Faber’s Sil-k Act hood, incorporating Silentium’s noise reduction technology (Photo credit: Faber) By DAVID SHAMAH, Times of Israel. Silentium’s noise cancellation technology is being built into a variety of consumer, technology, and business products, helping people to cope with the headache of modern life.
Ambient noise is one of the banes of modern life — the byproduct of a technologically advanced world, where the whir of computer hard drives, the hum of air conditioners, and the beeps and blips of computers and smart devices combine into a cacophony of background music.
Some people actually like white noise, as it is sometimes called, and have a hard time functioning when it’s too quiet, while the buzz of gadgets drives others crazy. Either way, however, scientists have found that ongoing background noise is clearly linked to increased stress levels, and can induce the release of a body chemical called cortisol – too much of which can negatively affect brain functions such as planning, reasoning, impulse control, and even short-term memory. According to former US Surgeon General William H. Stewart, “calling noise a nuisance is like calling smog an inconvenience. Noise must be considered a hazard to the health of people everywhere.”
One Israeli company has made it its mission to lower the levels of background noise in our daily lives. Rehovot-based Silentium has a computer algorithm-based silencing technology that can be applied to a wide variety of business and consumer products.
Silentium’s system, called Active Noise Control (ANC), is based on producing an “anti-noise” signal that destructively interferes with the original sound wave and cancels out the noise. The system, an advanced form of noise cancellation technology, is placed within the body of a device. It comprises a sensor microphone that picks up the sound and measures its frequency and amplitude, and a microchip that absorbs the noise input emitted by the noise source and transforms it into output in an inverted phase, thus canceling it. The ANC can be integrated with an existing product, cutting off the noise at its source and allowing products to operate up to 90 percent more quietly, according to the company.
Among the company’s most recent innovations is an add-on for kitchen stove hoods that reduces noise significantly. The hoods vacuum out odors, smoke, and other unwanted by-products of cooking, and are used in settings from home kitchens to restaurants, hotels, and large commercial food manufacturer facilities. But the noise level from hoods is sometimes akin to a real vacuum cleaner, and homemakers, and especially workers, who are subject to them often find themselves with a headache at the end of the day.
In a partnership with Italy’s Faber, one of the largest manufacturers of kitchen hoods in the world, Silentium has developed what officials of both companies believe is the quietest hood in the word.
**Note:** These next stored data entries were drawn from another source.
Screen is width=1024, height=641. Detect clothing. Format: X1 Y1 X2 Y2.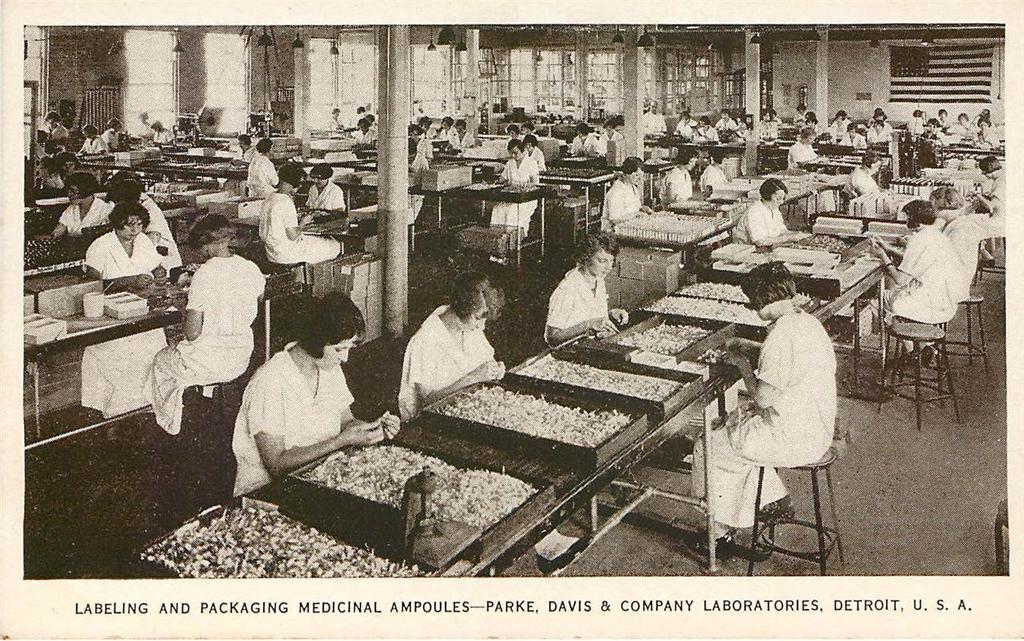
910 114 929 138.
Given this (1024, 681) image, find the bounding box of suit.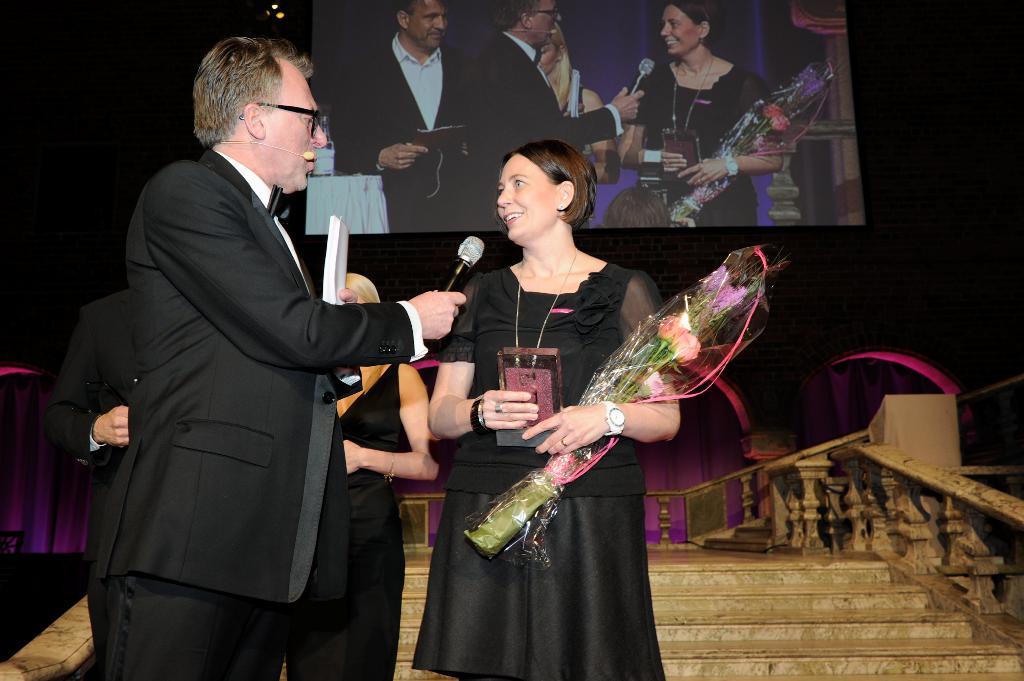
{"x1": 477, "y1": 29, "x2": 615, "y2": 228}.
Silentium’s ANC technology, built into the hood, reduces the noise level of hoods by 13 decibels and lowers the frequency of the emitted sound, so listeners perceive it as even quieter. The result, said Silentium CEO Yossi Barath, is a hood that makes the sound of rustling paper, instead of the din of exhaust noise that other hoods make.
Silentium produces solutions for some other modern noisemakers, including heating/air conditioning (HVAC) systems, and computer servers, for use in server farms, where the noise made by spinning disks, combined with the racket made by the fans and air conditioners needed to keep them cool, produce a mighty din. The company’s basic sound-repression system — called the S-Cube kit, which allows manufacturers to easily integrate Silentium’s noise cancellation technology into their products — has been deployed in a wide variety of settings, including telecommunications companies like Huawei and Nokia, IT product makers like Ciara Technologies, and educational institutions like the Polytechnic University of Madrid.
The company even gets fan mail, in the form of testimonials, but Silentium isn’t surprised. “Fatigue, stress, and hearing impairment are but a few of the symptoms people suffer from excessive noise, significantly affecting quality of life,”said Barath. “Silentium’s ‘Silence in a Chip’ disruptive technology instantly gives manufacturers the ability to design products with a significant competitive edge.”